On Saturday, I had a 4 hour ride.
I thought about riding outside. But as we drove back from the pool, and noticed the temperature was 29 degrees, I thought otherwise.
“Do you think I could ride outside?” I asked Chris. Usually, he is enthusiastic about riding outdoors no matter what the weather. But today was different.”Look at those flags, Liz,” he said, pointing to a flag whipping viciously from the west.
He was probably right. But just to be sure, I asked my coach. Usually, she is even more enthusiastic about riding outdoors in any type of weather.
“No way, not today,” was what she said.
But I wasn’t convinced. Something had just gotten into me. An inkling to ride outdoors. And when you get an inkling like this it cannot go ignored. I had to try – I had to at least give it a try outdoors. Chris promised to send me warm thoughts from the basement.
I suited up – fleece tights, wool socks, toe warmers, base layer, jersey, fleece vest, fleece jacket, fleece-lined balaclava, helmet, fleece gloves, fleece mittens. Ten pounds later, I boarded my cyclocross bike barely able to move my fingers enough to feel the bars.
I decided to do a nearby 15 minute loop. The most open part would be tailwind followed by some sheltered loops and turns through a neighborhood and back down through a hilly neighborhood behind our house.
The first part was comfortable – the tailwind pushed me along and I cruised along. Turning into the neighborhood, a crosswind made me work a little harder. The rest of the loop was a little headwind, some crosswind. It was short enough to keep me out of the headwind for too long and long enough to keep me entertained.
It certainly wasn’t warm but it wasn’t unbearably cold – or at least it would be for a few minutes but then I would turn and go back to comfortably warm. The wind tried to tell me at least a dozen times to turnaround and go home but I wouldn’t listen. I thought to myself that this is what I needed to do. Workouts like this in weather like this was what I had to do. It wasn’t a choice – it was what a champion would do.
I lasted for 90 minutes before my feet got cold and my thumbs were numb. My stomach started to feel sick. I lasted it out for another 10 minutes before returning indoors to finish the remaining time. And as I sat there in a fixed position, dripping sweat after 20 minutes, I felt much better knowing that I had given the cold a try and lasted for longer than even I expected.
My ride that day was nothing short of an exercise in adversity. I may have only lasted 90 minutes but what I gained was worth much more. You see, there’s not much that sets us all apart. We all train hard, we all train a lot, we all have the best bikes and fast wheels. We know what to eat, we know how much to sleep. But what sets us apart in the end, what makes the difference are the little things in between. It’s the little things that add up to give you an advantage – and you have to seek out the opportunities for advantages and take advantage of them when you can.
What matters most is seeking out adversity for these advantages. There are uncontrolled adversities – rain, wind, heat, hills, cold – and there are controlled adversities – overdressing, overeating, overdoing it early on – in any case you have the control to put yourself into these situations and learn something from them. Do it when you can, do it when you least to want to. That’s when it will count the most.
The other day someone asked me to recall a “perfect” race – honestly, I couldn’t think of one. In any given race, you face so much adversity along the way – 107 degree heat index in Arkansas, Cornernbrook when it poured cold rain, crashing at Muncie, Pineman when the swim start was 38 degrees, losing a water bottle in Alabama – but what matters is that when I was faced with these adversities, I knew what to do because I had done it so many times in training, because my body and mind had memory for what to do.
When I step up to the start line in the races that really count, I know that everyone else will show up with 99 percent of the same things as me – training, preparation, nutrition, hopes, dreams. But what they won’t have are the things that made me tougher – riding when it’s 29 degrees, swimming hard after a hilly run, climbing those mountains, monster swims. Every time I face adversity, I file it away in my mind to pull out when it matters most; when I think there’s nothing left to give in a race, when someone attacks, when I see someone just up ahead.
The advantage that you have is adversity. Did you train with it, did you embrace it, did you make it your best friend? You know in any given race adversity will be your enemy. And you know what they say – keep your friends close, but keep your enemies closer so seek out adversity, make friends with it, keep it close. This is what will count in the end.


EXERCISE GOAL
When you return the data, keep every word exact and include none of the images.

DATA RECORDS
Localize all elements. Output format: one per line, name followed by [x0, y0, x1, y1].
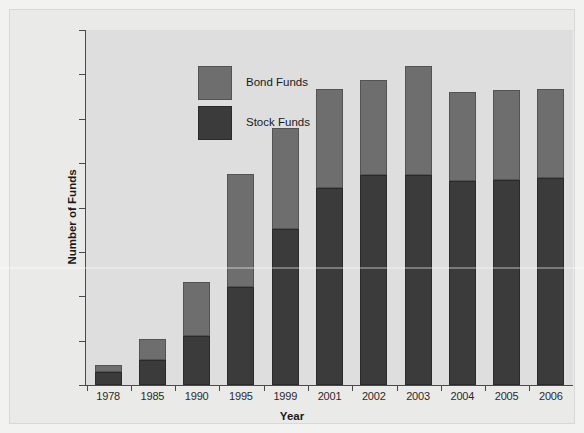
bar-segment-stock [95, 372, 122, 385]
x-tick-label: 2002 [350, 390, 398, 402]
bar-segment-stock [537, 178, 564, 385]
bar-1978 [95, 365, 122, 385]
chart-figure: Number of Funds Year 0100020003000400050… [0, 0, 584, 433]
plot-area: 010002000300040005000600070008000 197819… [85, 30, 573, 386]
bar-segment-stock [316, 188, 343, 385]
bar-2001 [316, 89, 343, 385]
bar-1985 [139, 339, 166, 385]
bar-segment-bond [537, 89, 564, 179]
y-tick [79, 252, 86, 253]
x-tick-label: 2001 [306, 390, 354, 402]
y-tick [79, 163, 86, 164]
bar-segment-bond [493, 90, 520, 180]
x-tick-label: 2005 [483, 390, 531, 402]
x-tick-label: 1995 [217, 390, 265, 402]
x-tick-label: 2004 [438, 390, 486, 402]
bar-1999 [272, 128, 299, 385]
bar-segment-bond [183, 282, 210, 337]
bar-segment-stock [360, 175, 387, 385]
legend-swatch-stock-icon [198, 106, 232, 140]
x-tick-label: 1999 [261, 390, 309, 402]
x-tick-label: 1990 [173, 390, 221, 402]
x-tick-label: 2003 [394, 390, 442, 402]
bar-segment-stock [405, 175, 432, 385]
bar-segment-bond [360, 80, 387, 175]
bar-1990 [183, 282, 210, 385]
bar-segment-bond [405, 66, 432, 176]
y-tick [79, 208, 86, 209]
bar-segment-stock [227, 287, 254, 385]
bar-1995 [227, 174, 254, 385]
bar-2002 [360, 80, 387, 385]
x-tick-label: 1985 [128, 390, 176, 402]
bar-segment-bond [272, 128, 299, 229]
bar-segment-bond [316, 89, 343, 188]
y-tick [79, 30, 86, 31]
y-axis-title: Number of Funds [66, 169, 78, 264]
bar-segment-stock [183, 336, 210, 385]
y-tick [79, 74, 86, 75]
y-tick [79, 341, 86, 342]
bar-segment-bond [139, 339, 166, 359]
y-tick [79, 119, 86, 120]
bar-2006 [537, 89, 564, 385]
y-tick [79, 296, 86, 297]
legend-label-bond: Bond Funds [246, 76, 308, 88]
bar-segment-bond [449, 92, 476, 181]
bar-segment-bond [227, 174, 254, 288]
x-tick-label: 1978 [84, 390, 132, 402]
x-axis-title: Year [10, 410, 574, 422]
bar-segment-bond [95, 365, 122, 371]
bar-2003 [405, 66, 432, 386]
bar-2005 [493, 90, 520, 385]
x-tick-label: 2006 [527, 390, 575, 402]
bar-segment-stock [272, 229, 299, 385]
bar-segment-stock [139, 360, 166, 385]
bar-segment-stock [493, 180, 520, 385]
bar-2004 [449, 92, 476, 385]
y-tick [79, 385, 86, 386]
bar-segment-stock [449, 181, 476, 385]
legend-swatch-bond-icon [198, 66, 232, 100]
legend-label-stock: Stock Funds [246, 116, 310, 128]
figure-frame: Number of Funds Year 0100020003000400050… [9, 9, 575, 424]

ANSWER SECTION
Localize all elements. Output format: one per line, name followed by [x0, y0, x1, y1].
bar-segment-stock [95, 372, 122, 385]
x-tick-label: 2002 [350, 390, 398, 402]
bar-segment-stock [537, 178, 564, 385]
bar-1978 [95, 365, 122, 385]
chart-figure: Number of Funds Year 0100020003000400050… [0, 0, 584, 433]
plot-area: 010002000300040005000600070008000 197819… [85, 30, 573, 386]
bar-segment-stock [316, 188, 343, 385]
bar-2001 [316, 89, 343, 385]
bar-1985 [139, 339, 166, 385]
bar-segment-bond [537, 89, 564, 179]
y-tick [79, 252, 86, 253]
x-tick-label: 2001 [306, 390, 354, 402]
y-tick [79, 163, 86, 164]
bar-segment-bond [493, 90, 520, 180]
x-tick-label: 2005 [483, 390, 531, 402]
x-tick-label: 1995 [217, 390, 265, 402]
x-tick-label: 2004 [438, 390, 486, 402]
bar-1999 [272, 128, 299, 385]
bar-segment-bond [183, 282, 210, 337]
bar-segment-stock [360, 175, 387, 385]
legend-swatch-stock-icon [198, 106, 232, 140]
x-tick-label: 1999 [261, 390, 309, 402]
x-tick-label: 1990 [173, 390, 221, 402]
x-tick-label: 2003 [394, 390, 442, 402]
bar-segment-stock [405, 175, 432, 385]
bar-segment-bond [360, 80, 387, 175]
bar-1990 [183, 282, 210, 385]
bar-segment-bond [405, 66, 432, 176]
y-tick [79, 208, 86, 209]
bar-segment-stock [227, 287, 254, 385]
bar-1995 [227, 174, 254, 385]
bar-2002 [360, 80, 387, 385]
x-tick-label: 1985 [128, 390, 176, 402]
bar-segment-bond [272, 128, 299, 229]
bar-segment-bond [316, 89, 343, 188]
y-tick [79, 30, 86, 31]
y-axis-title: Number of Funds [66, 169, 78, 264]
bar-segment-stock [183, 336, 210, 385]
y-tick [79, 74, 86, 75]
y-tick [79, 341, 86, 342]
bar-segment-bond [139, 339, 166, 359]
y-tick [79, 119, 86, 120]
bar-2006 [537, 89, 564, 385]
y-tick [79, 296, 86, 297]
legend-label-bond: Bond Funds [246, 76, 308, 88]
bar-segment-bond [449, 92, 476, 181]
bar-segment-bond [227, 174, 254, 288]
x-tick-label: 1978 [84, 390, 132, 402]
x-axis-title: Year [10, 410, 574, 422]
bar-segment-bond [95, 365, 122, 371]
bar-2003 [405, 66, 432, 386]
bar-2005 [493, 90, 520, 385]
x-tick-label: 2006 [527, 390, 575, 402]
bar-segment-stock [272, 229, 299, 385]
bar-segment-stock [139, 360, 166, 385]
bar-segment-stock [493, 180, 520, 385]
bar-2004 [449, 92, 476, 385]
y-tick [79, 385, 86, 386]
bar-segment-stock [449, 181, 476, 385]
legend-swatch-bond-icon [198, 66, 232, 100]
legend-label-stock: Stock Funds [246, 116, 310, 128]
figure-frame: Number of Funds Year 0100020003000400050… [9, 9, 575, 424]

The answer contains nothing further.